110 years ago, 100 people fell from a balcony at Mt. Meron; 11 were killed
Disaster in 1911 underlines the perennial safety concerns, and failures, at the holy site where 45 ultra-Orthodox pilgrims were fatally crushed on Thursday night
The deadly crush in which 45 ultra-Orthodox pilgrims were crushed to death at Mount Meron on Thursday night was not the first safety-related disaster to occur there during Lag B’Omer celebrations. Exactly 110 years ago, 11 people were killed, and more than 40 were wounded, when a balcony railing collapsed at the holy site.
On May 15, 1911, Lag B’Omer night, at the gravesite of the second-century sage Rabbi Shimon Bar Yochai, at least 100 people fell some seven meters from a balcony after the railing surrounding it collapsed.
Bar Yochai is reputed to have died on Lag B’Omer. The date, poignant in the era of COVID-19, also commemorates the end of another plague some 2,000 years ago, which saw the deaths of 24,000 followers of Rabbi Akiva.
Back in 1911, almost four decades before the establishment of the State of Israel, there were no emergency medical forces present. The event was being secured by the Ottoman Safed police unit, the Walla news site noted in a report Saturday on past disasters and alerts at the northern Galilee site, which has become the second most-visited holy place in Israel after the Western Wall.
The railing on the balcony, along with part of the roof in an area where a large number of worshippers were present, broke apart, sending dozens plunging downward. Nine died in the immediate aftermath, and two more died the next day in the Rothschild Hospital in Safed, now known as the Bnai Zion Medical Center.
Fears of further disaster at the annual celebrations were frequently raised over subsequent decades, along with numerous reports that underlined the sense of relief when tragedy didn’t strike.
A 1959 article on that year’s festivities in the “Al HaMishmar” paper opened with the words: “Lag B’Omer passed without disasters. Meron was crowded with tens of thousands in a small area — and no disaster happened.”
This year’s tragedy began at around 1 a.m. on Friday morning, when huge crowds of ultra-Orthodox pilgrims were making their way along a narrow, sloping walkway with a slippery metal flooring that ended in flights of stairs. People began to slip and fall, others fell upon them, and a calamitous crush ensued.
Forty-five people were crushed to death and more than 150 people hurt.
The state comptroller had warned on at least two occasions that the site was dangerously ill-equipped for the hundreds of thousands who regularly attend Lag B’Omer celebrations there, while an internal police report in 2016 said that the chaos in the site’s management could lead to disaster.
The various reports revealed that the site should not have been permitted to hold more than about 15,000 people. Officials have estimated the crowds on Thursday evening at over 100,000, a number that was significantly lower than in many previous years.
The Health Ministry had reached an agreement with other ministries and agencies to limit this year’s event to 9,000 people, but the framework was never implemented — a failure that the ministry’s Dr. Sharon Alroy-Preis protested, in a TV interview the day before the disaster, was “shameful.”
According to the Calcalist website Saturday, an outline plan for the management of the site, which was intended to enable the safe hosting of visitors, was approved in 2018, but was never advanced due to delays over the incorporation of a nearby nature reserve into the jurisdiction of the site.
Since the disaster, several former police chiefs have characterized Meron as a kind of extraterritorial facility where ultra-Orthodox organizers have ultimate control, although the National Center for the Protection of Holy Places, part of the Ministry of Religious Affairs apparently has overall safety responsibility. “The police are not in charge of safety” at Meron, Shlomo Aharonishki, a former police commissioner, told Channel 12 news on Saturday night.
He said there had been concerns for decades about the inadequate infrastructure at the facility, including at the huge tiered outdoor stands where vast numbers of participants gather, and warned: “The next disaster [at Meron] is already on its way.”
Liora Shimoni, a senior official at the State Comptroller’s Office, asked in a Friday Channel 13 interview, “Who is in charge of the site?” She went on to say that her office, in its reports, had raised to no avail the acute concern that “no single state authority is responsible for the place.”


*How to complete this task*
Search the records that follow and extract every line containing the string "continuously".

(Excerpts from a dataset)
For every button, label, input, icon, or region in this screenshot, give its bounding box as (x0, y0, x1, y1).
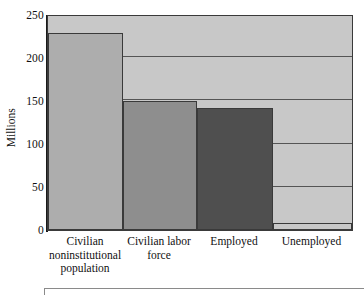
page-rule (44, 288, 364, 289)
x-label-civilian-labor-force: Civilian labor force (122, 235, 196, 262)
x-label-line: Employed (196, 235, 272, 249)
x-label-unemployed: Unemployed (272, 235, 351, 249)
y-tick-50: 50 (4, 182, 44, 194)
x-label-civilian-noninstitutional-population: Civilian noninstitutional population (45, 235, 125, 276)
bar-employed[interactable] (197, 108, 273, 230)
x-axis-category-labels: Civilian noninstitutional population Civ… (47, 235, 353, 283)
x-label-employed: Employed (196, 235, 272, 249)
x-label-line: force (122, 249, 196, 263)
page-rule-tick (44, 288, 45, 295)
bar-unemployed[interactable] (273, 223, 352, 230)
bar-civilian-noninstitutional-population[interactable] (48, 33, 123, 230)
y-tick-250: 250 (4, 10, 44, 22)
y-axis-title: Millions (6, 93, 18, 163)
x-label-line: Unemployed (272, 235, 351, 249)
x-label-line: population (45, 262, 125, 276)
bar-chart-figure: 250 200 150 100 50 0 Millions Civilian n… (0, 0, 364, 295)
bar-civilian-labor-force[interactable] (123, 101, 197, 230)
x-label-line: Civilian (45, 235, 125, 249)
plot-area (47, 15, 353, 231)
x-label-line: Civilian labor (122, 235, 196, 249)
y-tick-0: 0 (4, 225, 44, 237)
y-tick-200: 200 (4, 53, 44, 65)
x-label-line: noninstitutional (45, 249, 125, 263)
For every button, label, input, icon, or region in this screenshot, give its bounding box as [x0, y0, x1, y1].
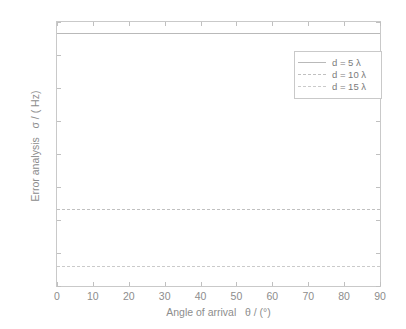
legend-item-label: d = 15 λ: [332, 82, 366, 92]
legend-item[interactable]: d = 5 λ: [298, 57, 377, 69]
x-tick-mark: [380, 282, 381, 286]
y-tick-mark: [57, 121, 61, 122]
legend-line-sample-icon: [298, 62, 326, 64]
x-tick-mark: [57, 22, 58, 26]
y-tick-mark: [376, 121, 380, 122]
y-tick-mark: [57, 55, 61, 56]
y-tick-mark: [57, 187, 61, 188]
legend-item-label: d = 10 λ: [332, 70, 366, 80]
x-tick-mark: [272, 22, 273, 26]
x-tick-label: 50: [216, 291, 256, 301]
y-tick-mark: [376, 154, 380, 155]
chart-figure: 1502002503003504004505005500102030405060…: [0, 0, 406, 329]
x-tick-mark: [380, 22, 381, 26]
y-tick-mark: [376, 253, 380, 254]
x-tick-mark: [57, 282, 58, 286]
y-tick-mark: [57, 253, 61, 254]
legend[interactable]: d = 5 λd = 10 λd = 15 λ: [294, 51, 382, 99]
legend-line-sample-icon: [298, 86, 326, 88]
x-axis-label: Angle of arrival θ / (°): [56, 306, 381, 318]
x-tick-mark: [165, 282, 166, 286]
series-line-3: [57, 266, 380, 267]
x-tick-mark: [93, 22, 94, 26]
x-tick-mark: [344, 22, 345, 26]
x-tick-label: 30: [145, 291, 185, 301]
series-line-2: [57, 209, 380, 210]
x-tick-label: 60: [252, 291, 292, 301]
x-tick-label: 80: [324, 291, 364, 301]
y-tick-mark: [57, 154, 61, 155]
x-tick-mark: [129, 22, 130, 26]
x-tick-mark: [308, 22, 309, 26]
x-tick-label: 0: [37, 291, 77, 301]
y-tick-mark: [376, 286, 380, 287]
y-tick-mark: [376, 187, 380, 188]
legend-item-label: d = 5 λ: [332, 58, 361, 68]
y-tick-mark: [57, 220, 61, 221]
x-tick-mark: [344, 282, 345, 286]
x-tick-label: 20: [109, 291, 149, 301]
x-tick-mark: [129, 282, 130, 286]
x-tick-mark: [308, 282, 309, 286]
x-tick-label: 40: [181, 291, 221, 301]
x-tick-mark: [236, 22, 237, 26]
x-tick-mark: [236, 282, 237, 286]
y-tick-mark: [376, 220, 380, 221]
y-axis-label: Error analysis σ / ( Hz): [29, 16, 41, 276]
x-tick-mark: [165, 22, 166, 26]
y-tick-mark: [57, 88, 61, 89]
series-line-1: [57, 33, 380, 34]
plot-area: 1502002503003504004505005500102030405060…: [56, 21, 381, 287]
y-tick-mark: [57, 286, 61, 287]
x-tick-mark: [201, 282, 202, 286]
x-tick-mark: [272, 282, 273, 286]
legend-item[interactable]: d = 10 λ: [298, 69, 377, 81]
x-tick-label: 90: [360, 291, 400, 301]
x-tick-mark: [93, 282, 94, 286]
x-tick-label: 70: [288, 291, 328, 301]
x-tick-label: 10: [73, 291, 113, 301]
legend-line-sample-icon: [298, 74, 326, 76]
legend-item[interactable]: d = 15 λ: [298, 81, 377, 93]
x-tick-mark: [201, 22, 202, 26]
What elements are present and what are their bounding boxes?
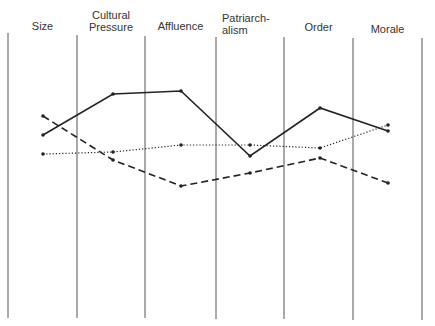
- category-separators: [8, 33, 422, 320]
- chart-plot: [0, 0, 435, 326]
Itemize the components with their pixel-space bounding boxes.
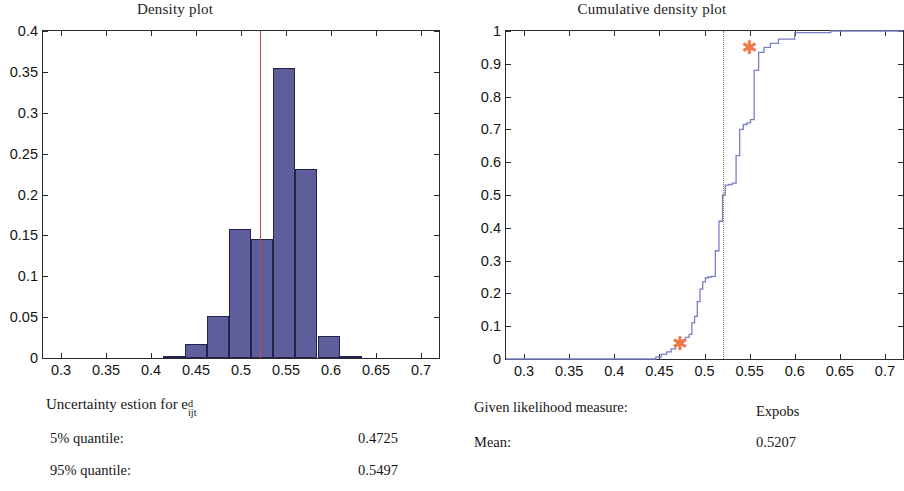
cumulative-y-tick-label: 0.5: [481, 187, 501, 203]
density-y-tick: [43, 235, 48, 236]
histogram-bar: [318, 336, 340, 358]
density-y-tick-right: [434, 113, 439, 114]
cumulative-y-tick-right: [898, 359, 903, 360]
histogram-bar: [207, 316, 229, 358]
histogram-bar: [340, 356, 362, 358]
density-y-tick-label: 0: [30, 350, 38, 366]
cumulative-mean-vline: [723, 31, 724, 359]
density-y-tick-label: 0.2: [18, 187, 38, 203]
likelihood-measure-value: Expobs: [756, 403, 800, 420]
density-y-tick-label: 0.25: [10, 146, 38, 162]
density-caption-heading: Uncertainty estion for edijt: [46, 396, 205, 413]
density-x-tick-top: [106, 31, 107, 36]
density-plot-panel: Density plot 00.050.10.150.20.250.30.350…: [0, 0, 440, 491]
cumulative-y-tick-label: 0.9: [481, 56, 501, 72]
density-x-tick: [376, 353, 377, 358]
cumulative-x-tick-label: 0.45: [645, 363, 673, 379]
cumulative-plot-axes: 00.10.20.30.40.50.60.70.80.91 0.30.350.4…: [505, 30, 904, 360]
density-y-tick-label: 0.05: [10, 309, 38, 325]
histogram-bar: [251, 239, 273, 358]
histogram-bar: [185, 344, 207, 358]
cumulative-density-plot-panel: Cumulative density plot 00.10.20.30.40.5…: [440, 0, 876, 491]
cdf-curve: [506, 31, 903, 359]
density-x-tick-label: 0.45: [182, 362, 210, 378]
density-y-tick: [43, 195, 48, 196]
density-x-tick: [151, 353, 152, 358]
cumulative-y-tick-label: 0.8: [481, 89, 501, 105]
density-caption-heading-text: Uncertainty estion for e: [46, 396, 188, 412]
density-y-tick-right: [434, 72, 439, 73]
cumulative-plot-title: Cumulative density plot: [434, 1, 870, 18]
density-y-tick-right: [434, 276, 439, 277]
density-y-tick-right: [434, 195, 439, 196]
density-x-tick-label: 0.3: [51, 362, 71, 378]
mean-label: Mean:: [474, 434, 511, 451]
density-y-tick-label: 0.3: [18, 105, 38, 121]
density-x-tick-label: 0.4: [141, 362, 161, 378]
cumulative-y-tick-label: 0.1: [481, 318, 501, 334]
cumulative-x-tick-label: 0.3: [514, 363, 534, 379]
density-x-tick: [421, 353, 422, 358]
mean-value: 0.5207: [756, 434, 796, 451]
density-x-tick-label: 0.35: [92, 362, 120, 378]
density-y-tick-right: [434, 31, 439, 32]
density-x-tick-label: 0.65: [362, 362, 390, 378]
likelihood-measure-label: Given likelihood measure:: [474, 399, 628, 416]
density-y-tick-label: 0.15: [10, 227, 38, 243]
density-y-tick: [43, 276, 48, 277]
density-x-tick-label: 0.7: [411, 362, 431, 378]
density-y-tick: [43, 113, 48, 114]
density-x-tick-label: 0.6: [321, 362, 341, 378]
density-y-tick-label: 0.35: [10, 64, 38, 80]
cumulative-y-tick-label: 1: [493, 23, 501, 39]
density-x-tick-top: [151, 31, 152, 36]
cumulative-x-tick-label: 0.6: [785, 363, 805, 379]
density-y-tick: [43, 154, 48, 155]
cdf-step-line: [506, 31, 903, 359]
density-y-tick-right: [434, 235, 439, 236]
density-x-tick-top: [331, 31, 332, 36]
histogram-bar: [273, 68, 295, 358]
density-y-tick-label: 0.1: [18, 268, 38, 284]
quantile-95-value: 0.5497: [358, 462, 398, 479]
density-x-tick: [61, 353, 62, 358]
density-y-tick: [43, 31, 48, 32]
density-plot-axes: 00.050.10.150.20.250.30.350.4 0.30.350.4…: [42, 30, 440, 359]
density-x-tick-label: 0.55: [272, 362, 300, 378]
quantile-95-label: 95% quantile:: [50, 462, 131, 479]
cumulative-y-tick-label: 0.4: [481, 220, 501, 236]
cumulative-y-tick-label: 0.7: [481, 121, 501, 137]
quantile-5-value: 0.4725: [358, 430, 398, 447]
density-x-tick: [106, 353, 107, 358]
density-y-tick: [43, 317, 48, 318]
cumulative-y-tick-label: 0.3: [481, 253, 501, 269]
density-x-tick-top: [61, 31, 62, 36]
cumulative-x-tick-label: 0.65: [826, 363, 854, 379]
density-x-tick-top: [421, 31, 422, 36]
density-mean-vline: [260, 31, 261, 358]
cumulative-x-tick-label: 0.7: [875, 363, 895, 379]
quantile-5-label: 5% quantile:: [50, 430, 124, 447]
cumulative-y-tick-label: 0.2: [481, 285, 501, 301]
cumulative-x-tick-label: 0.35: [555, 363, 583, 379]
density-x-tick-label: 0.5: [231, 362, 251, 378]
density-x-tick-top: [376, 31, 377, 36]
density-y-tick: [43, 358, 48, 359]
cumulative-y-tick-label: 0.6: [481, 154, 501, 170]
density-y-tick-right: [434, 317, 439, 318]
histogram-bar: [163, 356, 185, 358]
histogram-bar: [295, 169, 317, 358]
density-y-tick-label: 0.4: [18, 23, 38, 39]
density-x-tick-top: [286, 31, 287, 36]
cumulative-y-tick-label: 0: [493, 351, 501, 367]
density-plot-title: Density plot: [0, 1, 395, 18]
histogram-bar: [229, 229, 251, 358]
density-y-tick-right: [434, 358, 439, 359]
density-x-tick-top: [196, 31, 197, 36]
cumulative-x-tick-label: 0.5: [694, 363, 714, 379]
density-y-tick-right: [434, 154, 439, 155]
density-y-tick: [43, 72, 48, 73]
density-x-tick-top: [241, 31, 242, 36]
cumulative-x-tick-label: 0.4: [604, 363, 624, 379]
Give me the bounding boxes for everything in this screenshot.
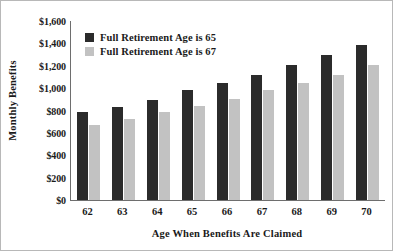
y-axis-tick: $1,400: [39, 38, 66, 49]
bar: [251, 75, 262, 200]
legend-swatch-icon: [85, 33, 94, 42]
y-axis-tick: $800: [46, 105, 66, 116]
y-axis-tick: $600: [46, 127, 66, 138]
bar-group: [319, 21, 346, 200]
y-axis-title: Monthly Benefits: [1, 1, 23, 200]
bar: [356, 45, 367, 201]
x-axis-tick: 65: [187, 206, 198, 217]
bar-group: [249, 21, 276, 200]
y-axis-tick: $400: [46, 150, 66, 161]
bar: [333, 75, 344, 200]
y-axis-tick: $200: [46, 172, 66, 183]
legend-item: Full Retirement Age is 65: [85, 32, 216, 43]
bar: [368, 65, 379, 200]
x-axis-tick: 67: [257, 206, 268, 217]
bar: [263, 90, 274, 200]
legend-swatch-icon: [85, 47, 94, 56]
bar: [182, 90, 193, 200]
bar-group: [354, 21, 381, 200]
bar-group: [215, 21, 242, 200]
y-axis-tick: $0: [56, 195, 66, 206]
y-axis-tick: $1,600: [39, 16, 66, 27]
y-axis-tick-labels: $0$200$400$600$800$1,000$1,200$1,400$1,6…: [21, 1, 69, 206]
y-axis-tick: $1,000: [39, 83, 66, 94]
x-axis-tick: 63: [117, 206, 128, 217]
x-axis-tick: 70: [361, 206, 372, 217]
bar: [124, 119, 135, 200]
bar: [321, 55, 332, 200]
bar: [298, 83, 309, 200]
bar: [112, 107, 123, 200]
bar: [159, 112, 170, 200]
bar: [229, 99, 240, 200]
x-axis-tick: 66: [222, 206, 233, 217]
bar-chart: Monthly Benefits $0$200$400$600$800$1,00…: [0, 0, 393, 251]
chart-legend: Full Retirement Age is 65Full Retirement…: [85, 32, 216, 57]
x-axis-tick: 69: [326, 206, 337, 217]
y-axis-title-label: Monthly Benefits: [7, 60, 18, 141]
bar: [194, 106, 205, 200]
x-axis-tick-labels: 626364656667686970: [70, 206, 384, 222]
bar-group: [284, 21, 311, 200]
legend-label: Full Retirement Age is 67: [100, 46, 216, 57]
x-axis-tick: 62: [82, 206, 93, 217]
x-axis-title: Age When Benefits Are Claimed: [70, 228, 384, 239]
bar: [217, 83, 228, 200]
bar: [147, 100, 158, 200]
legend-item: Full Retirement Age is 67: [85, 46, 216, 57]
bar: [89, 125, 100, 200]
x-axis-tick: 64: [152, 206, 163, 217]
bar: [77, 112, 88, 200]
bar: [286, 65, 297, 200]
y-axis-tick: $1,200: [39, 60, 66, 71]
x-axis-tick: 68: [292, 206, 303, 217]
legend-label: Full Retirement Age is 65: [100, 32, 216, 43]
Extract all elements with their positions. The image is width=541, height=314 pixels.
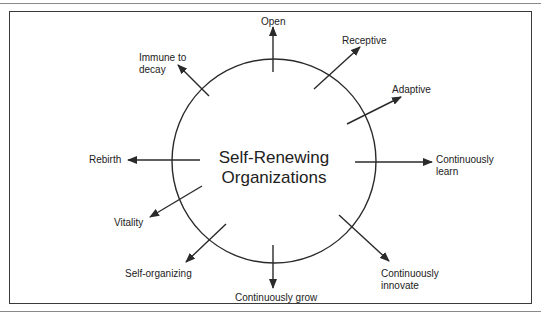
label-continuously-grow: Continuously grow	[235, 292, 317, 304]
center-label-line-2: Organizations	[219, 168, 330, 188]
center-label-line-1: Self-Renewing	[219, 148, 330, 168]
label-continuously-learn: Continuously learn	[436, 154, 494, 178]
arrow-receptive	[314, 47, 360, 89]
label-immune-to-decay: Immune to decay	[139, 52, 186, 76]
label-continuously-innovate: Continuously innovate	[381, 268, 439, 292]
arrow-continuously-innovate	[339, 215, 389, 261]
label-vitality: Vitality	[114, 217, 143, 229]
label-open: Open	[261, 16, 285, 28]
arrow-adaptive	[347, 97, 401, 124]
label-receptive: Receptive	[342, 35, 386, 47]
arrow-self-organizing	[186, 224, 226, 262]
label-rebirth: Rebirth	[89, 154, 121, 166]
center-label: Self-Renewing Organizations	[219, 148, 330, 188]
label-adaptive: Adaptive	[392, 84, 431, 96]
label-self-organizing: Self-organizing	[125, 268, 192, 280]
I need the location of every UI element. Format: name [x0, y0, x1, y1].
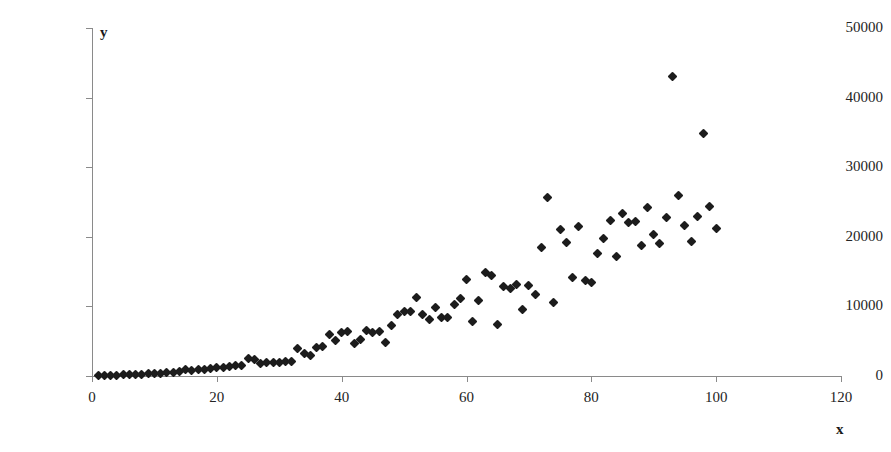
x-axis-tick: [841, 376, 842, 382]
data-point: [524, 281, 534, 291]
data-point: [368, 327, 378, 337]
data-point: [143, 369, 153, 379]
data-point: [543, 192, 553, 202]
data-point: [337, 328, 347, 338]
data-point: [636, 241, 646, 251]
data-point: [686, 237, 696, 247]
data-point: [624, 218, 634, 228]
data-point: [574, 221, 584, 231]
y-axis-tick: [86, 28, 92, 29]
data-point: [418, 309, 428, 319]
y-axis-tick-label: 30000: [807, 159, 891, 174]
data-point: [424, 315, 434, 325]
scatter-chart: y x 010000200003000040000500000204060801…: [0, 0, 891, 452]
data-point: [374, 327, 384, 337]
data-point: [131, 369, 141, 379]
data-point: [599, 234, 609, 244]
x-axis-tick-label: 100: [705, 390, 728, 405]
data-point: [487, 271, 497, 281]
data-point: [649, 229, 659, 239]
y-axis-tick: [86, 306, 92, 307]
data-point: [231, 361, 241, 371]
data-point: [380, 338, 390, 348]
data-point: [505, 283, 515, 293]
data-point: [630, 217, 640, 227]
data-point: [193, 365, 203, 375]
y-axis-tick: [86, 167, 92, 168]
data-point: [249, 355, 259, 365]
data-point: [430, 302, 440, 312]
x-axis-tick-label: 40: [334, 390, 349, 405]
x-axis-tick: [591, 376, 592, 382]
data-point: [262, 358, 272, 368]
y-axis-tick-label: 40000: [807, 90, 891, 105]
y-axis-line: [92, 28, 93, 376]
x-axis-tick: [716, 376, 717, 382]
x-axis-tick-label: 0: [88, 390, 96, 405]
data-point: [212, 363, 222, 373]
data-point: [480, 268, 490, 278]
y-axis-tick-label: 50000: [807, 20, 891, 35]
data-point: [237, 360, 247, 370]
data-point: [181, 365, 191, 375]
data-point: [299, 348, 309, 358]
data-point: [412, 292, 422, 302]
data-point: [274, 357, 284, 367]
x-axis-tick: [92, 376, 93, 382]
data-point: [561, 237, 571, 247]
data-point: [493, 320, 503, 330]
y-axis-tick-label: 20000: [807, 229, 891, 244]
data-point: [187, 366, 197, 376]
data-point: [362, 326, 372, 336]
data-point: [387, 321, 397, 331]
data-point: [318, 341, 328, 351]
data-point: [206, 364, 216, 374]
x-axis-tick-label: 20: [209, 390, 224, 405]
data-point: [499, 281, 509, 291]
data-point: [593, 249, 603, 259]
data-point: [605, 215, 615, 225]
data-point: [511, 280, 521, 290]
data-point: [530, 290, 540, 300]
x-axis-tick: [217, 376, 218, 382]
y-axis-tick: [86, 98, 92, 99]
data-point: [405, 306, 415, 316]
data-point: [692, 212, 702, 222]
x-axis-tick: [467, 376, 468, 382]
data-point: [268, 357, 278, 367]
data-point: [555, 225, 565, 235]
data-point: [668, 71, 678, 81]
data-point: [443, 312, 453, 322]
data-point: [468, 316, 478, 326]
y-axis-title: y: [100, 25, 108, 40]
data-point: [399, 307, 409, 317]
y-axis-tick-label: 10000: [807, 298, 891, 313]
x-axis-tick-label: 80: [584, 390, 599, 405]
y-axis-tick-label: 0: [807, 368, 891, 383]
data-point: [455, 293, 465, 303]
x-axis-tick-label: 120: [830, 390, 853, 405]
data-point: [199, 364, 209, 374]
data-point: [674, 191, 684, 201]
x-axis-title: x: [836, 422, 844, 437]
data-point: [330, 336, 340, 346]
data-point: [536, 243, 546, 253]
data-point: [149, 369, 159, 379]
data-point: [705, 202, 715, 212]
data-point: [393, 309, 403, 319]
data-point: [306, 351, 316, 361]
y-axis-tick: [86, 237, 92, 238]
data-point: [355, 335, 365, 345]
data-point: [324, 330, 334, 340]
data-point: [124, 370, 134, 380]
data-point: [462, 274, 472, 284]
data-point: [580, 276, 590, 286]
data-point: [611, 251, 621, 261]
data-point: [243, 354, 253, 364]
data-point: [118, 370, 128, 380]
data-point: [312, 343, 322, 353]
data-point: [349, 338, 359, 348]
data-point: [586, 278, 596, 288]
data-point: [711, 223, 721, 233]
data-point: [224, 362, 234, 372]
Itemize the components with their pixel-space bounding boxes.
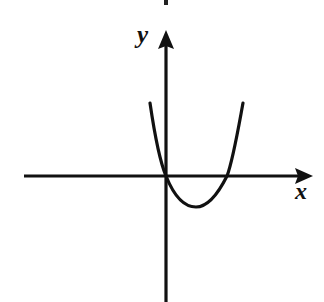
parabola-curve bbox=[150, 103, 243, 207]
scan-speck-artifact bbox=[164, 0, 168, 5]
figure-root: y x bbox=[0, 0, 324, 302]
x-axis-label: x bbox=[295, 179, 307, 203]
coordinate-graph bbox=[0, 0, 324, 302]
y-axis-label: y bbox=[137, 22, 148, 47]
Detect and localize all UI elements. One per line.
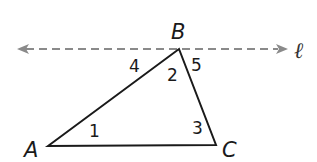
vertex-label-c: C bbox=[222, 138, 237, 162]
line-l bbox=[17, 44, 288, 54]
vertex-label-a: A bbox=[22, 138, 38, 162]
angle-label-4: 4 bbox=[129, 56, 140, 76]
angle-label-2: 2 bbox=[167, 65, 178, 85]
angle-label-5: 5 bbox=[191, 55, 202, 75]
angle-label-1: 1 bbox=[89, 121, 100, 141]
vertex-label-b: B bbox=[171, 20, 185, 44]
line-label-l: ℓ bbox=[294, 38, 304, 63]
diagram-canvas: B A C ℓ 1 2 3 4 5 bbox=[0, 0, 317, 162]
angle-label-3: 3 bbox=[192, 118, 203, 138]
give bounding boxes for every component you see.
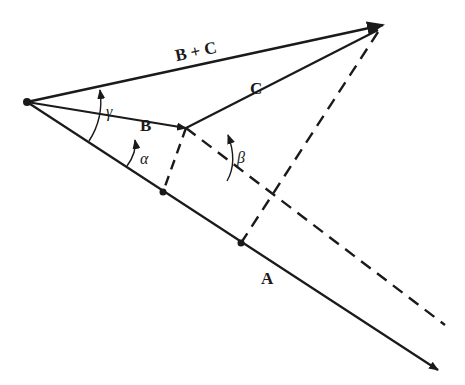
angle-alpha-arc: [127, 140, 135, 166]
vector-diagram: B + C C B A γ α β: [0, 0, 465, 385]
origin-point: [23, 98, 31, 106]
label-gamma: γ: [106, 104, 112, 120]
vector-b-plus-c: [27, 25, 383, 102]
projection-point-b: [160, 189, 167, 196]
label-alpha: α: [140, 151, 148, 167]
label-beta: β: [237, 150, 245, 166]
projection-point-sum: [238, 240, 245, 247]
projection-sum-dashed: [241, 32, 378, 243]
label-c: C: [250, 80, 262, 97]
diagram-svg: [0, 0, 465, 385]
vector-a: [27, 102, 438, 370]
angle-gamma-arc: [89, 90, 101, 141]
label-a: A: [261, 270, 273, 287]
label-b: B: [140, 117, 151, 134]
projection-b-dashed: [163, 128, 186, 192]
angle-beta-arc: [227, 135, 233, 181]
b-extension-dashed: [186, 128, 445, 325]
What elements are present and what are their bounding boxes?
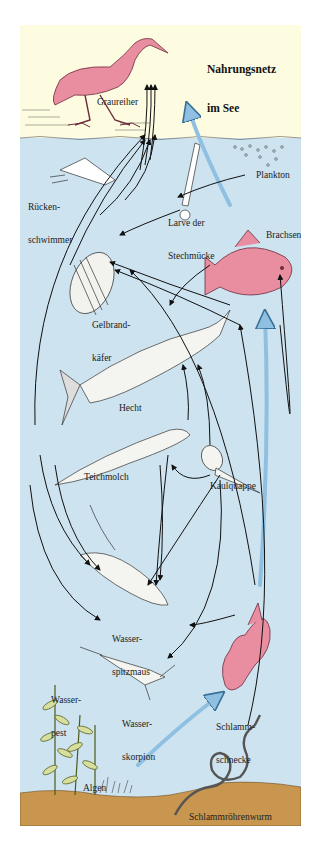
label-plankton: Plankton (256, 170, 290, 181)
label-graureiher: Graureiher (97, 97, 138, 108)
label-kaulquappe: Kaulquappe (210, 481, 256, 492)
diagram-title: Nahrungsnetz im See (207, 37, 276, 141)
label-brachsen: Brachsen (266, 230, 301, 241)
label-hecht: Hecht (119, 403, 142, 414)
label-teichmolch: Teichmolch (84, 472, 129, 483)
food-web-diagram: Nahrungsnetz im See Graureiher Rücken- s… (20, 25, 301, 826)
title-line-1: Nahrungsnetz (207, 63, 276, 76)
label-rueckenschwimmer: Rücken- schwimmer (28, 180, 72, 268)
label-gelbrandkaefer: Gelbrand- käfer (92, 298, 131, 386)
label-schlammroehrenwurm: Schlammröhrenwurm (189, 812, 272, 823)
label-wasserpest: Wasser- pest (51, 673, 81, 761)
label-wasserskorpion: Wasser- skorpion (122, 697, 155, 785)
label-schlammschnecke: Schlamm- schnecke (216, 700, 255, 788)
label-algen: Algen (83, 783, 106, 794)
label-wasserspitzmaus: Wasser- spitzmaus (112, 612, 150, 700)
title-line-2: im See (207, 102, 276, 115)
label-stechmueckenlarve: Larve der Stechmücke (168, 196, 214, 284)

*Response for this exercise*
label-continuously-grow: Continuously grow	[235, 292, 317, 304]
label-continuously-learn: Continuously learn	[436, 154, 494, 178]
label-continuously-innovate: Continuously innovate	[381, 268, 439, 292]
arrow-continuously-innovate	[339, 215, 389, 261]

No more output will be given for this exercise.